I also find deadlifts are the best exercise for greatly increasing gross body strength without increasing body mass.
That sounds reasonable, and would apply over several seasons as well. In other words, within a given season, the deadlift volume would drop as speed work picks up, and from season to season the deadlift volume would go down as the athlete becomes faster.
Regarding increased strength with less relative increase in bodyweight, I think this has to due with the fact that the deadlift doesn’t really have an eccentric phase. The lowering is more of a controlled drop (for some people, not that controlled), similar to olympic lifting. The deadlift seems to be one of the few lift where I’m stronger concentrically than eccentircally, simply because of the mechanics of the lift.
The power in sprinting comes primarily from the pulling muscles on the back of the body, although the whole body is involved, just like deadlifts. However, the greater specificity is relative. All weightlifting is general to sprinting.
A couple years ago we had a thread going on the relationship between pulling exercises and sprinting where Charlie raised many of these points.

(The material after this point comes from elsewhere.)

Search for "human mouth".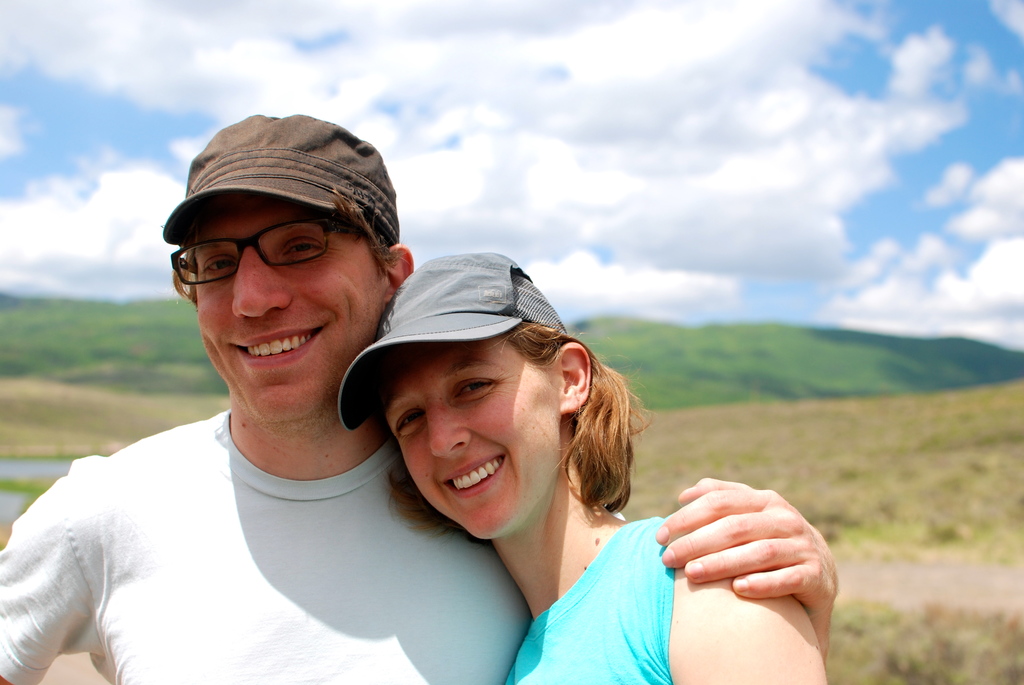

The word specific should not really come into the discussion, I think it is a question of exposure. Which exercise recruits a muscle in a way that will be more beneficial to sprinting. I thought the erector spinea did not play a part either, but remember that to have a high hip carriage and optimal knee drive and hip extension, the ES have to hold your torso like a pillar. Also they aid in applying force at toe off. by rotating the pelvis forward when the hip is held stationary causing the leg to move backward . Any slight movement in the pelvis will cause a relatively large displacement of the foot. Med ball throws will train the ES also.
Always remember that all weightlifting is general to sprinting as flash said, so its not a questions of specific training. Its about general strengthening and CNS loading.
I don’t agree that this is a hard and fast rule. I have done plenty of of deep squats (well past parallel) and I’ve never had sore hamstrings. The soreness is always concentrated in my quads and hip extensors.